Projection of insecurities: Psychoanalytic theorist Melanie Klein’s work on “projective identification” offers insight into how women who have themselves been judged harshly for their appearance or aging may project these anxieties onto others, particularly public figures who serve as convenient screens for these projections. Contemporary psychologist Jean Twenge’s research on social media and self-image documents how this dynamic has intensified in digital culture.
The motherhood penalty and generational tensions: Sociologist Michelle Budig has extensively documented the “motherhood penalty” in workplace advancement. Her research shows how older women who navigated difficult professional landscapes with significant career sacrifices may resent younger women who appear to have an easier path, leading to harsh criticism disguised as “tough love” or “honesty.” Organisational psychologist Jennifer Berdahl’s work further illuminates how these generational tensions manifest in workplace dynamics.
Finding Balance: Toward a Nuanced Understanding
Recognising these complex dynamics doesn’t mean dismissing the role of patriarchal structures. Rather, it suggests that multiple forces operate simultaneously in shaping women’s behaviours toward one another. This means that “because patriarchy” is rather an extremely low-resolution summation.
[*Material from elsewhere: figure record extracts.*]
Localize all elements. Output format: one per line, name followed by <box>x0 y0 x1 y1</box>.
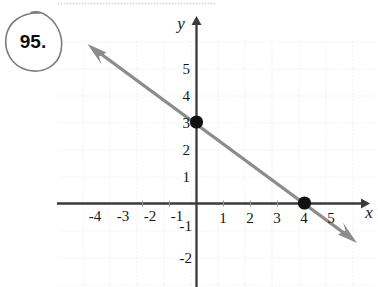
coordinate-grid <box>57 41 375 287</box>
x-tick-neg1: -1 <box>171 208 184 224</box>
x-tick-neg2: -2 <box>144 208 157 224</box>
x-tick-2: 2 <box>246 210 254 226</box>
y-tick-1: 1 <box>183 169 191 185</box>
graph-figure: 5 4 3 2 1 -1 -2 -4 -3 -2 -1 1 2 3 4 5 y … <box>0 0 378 287</box>
y-tick-5: 5 <box>183 61 191 77</box>
point-x-intercept <box>298 196 311 209</box>
x-tick-neg3: -3 <box>117 208 130 224</box>
y-tick-neg2: -2 <box>180 250 193 266</box>
x-tick-3: 3 <box>273 210 281 226</box>
x-tick-5: 5 <box>327 210 335 226</box>
point-y-intercept <box>190 115 203 128</box>
y-tick-2: 2 <box>183 142 191 158</box>
figure-page: 5 4 3 2 1 -1 -2 -4 -3 -2 -1 1 2 3 4 5 y … <box>0 0 378 287</box>
x-tick-4: 4 <box>300 210 308 226</box>
y-tick-3: 3 <box>183 115 191 131</box>
problem-number: 95. <box>20 31 46 52</box>
x-axis-label: x <box>364 203 373 222</box>
y-tick-4: 4 <box>183 88 191 104</box>
x-tick-1: 1 <box>219 210 227 226</box>
y-axis-label: y <box>175 14 185 33</box>
x-tick-neg4: -4 <box>89 208 102 224</box>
As philosopher Martha Nussbaum argues in her work on objectification and human dignity, the harsh criticism that Brown faced reflects both societal messaging about women’s value and deeper social psychological patterns that transcend simplified gender politics.
Moving forward requires acknowledging this complexity. Social psychologist Jonathan Haidt’s research on moral psychology demonstrates how simplistic explanations often fail to capture the nuanced reality of human social behaviour. We should question the lazy application of “internalised misogyny” as a catch-all explanation while also recognising the real effects of societal messaging on women’s self-perception and treatment of other women, as feminist scholar Naomi Wolf documented in “The Beauty Myth” (1990).
Most importantly, we need to create media environments that don’t incentivise cruelty. Media ethicist Danielle Citron’s work on digital harassment provides a framework for understanding how online environments can either mitigate or amplify toxic criticism. This means supporting publications that prioritise substantive reporting over appearance-based criticism, celebrating women’s achievements rather than scrutinising their faces, and holding all journalists – regardless of gender – to higher standards. Feminist communication scholar Rosalind Gill offers valuable insights on how media literacy can help audiences recognise and resist appearance-focused criticism.
Brown’s critique reminds us that the problem isn’t just what we say about women in media – it’s who says it, why they say it, and the complex web of motivations that drive these conversations. As sociologist Pierre Bourdieu might frame it, these are manifestations of “symbolic violence” operating through multiple social fields. Understanding this web, as psychologist Carol Gilligan’s work on ethics of care suggests, is the first step toward creating more compassionate discourse that recognises women’s full humanity beyond appearance and age.
Editor in Chief of Ikon London Magazine, journalist, film producer and founder of The DAFTA Film Awards (The DAFTAs).